TH: We have the First Amendment here in the United States, obviously. When we talk about academic freedom and freedom on campus—[the] University of Chicago is a private university, so our own regulations are guided by the Chicago Principles and the Kalven Report, and those are internal to us. We are obviously not obligated to follow the First Amendment in the same way that a public university is, but as a society, we all have this notion of what the First Amendment is and what it protects.
[The Chicago Principles, adopted by the University in 2014, espouse a commitment to free expression on campus. The Kalven Report is a 1967 document prepared by a faculty committee about the University’s role in facilitating free inquiry.]
I think Americans, American students, and Americans in general really don’t understand just how broad the First Amendment is when you compare it to other democratic republics and other constitutional democracies…. I think [that’s] kind of lost on Americans, just how broad it is. For example, we don’t define hate speech, and there’s no such thing as hate speech in the United States. We have very, very finite and specific limitations on speech… from some dissenting opinions from the Supreme Court throughout the years; we’ve created some very broad guidelines around speech that’s not okay, like true threats or fighting words, but other than that, we don’t restrict speech in any way, and it is really the broadest interpretation of speech, I think, on the planet.
CM: Do you think that all that expansiveness is for the better?
TH: We have our wonderful and brilliant in-house scholar, Geoffrey Stone, at the Law School, who’s been instrumental in the work of the Forum and is a world-renowned First Amendment scholar. He would say that the only solution to bad speech is more speech, and that all speech is good speech because it’s speech, and, I think, that’s the orthodox American way of looking at the First Amendment.
On the other hand, we have scholars like the scholar who’s in residence right now… at the Forum; her name is Mary Anne Franks. I think [she] would say it’s simply not the case that all speech, no matter what the content of the speech, is for the better of American society. There is such a thing as reckless speech, and that speech deteriorates civic discourse…. There’s this concept of those whose speech is just designed to pollute the public square—it doesn’t actually have any value whatsoever. So we have to be careful about those kinds of speakers, too. If it adds no value whatsoever, and the speech is designed to just sort of mess up the system and not allow others to speak, that’s a problem. That’s speech that I probably wouldn’t welcome.
CM: You have represented marginalized and displaced communities as a human rights lawyer. If there was a speaker who caused marginalized communities to feel unsafe or targeted, how would you think about that conflict on campus?

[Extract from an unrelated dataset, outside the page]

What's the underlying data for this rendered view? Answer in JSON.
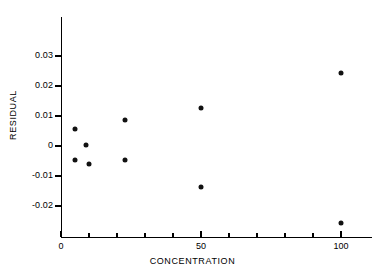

TH: We have an obligation to our students. It’s not just an obligation that faculty have, but it’s an obligation that all members of the University of Chicago community have, myself included, to make sure that we are creating a safe environment on campus. That safety is not just physical safety—that safety is for everyone, no matter what background they have, no matter what their particular intersections are, to make sure that they feel that they are welcome to express themselves on our campus.
So how do we grapple with speakers that end up on campus that make those students feel unsafe? Well, we figure out the boundaries of that safety. So I think sometimes, in our modern era, we can conflate discomfort with safety. Are you really unsafe if you’re uncomfortable with the viewpoint that you hear from the speaker? Maybe that’s something that we can explore together. On the other hand, when there are threats and when there are people [who] are invited to campus that are actually threatening physical harm or may incite physical harm to students, that’s not something that the University should countenance, and that’s frankly in the Chicago Principles. One of the only exceptions to academic freedom… is where there is actual violence or where there is a true threat of violence on campus. We’ve already contemplated those [exceptions] in the Chicago Principles, and I think they got it absolutely right.
CM: How do you see the Forum’s role in defending free inquiry and expression at UChicago amid pressures from the federal government, donors, and students?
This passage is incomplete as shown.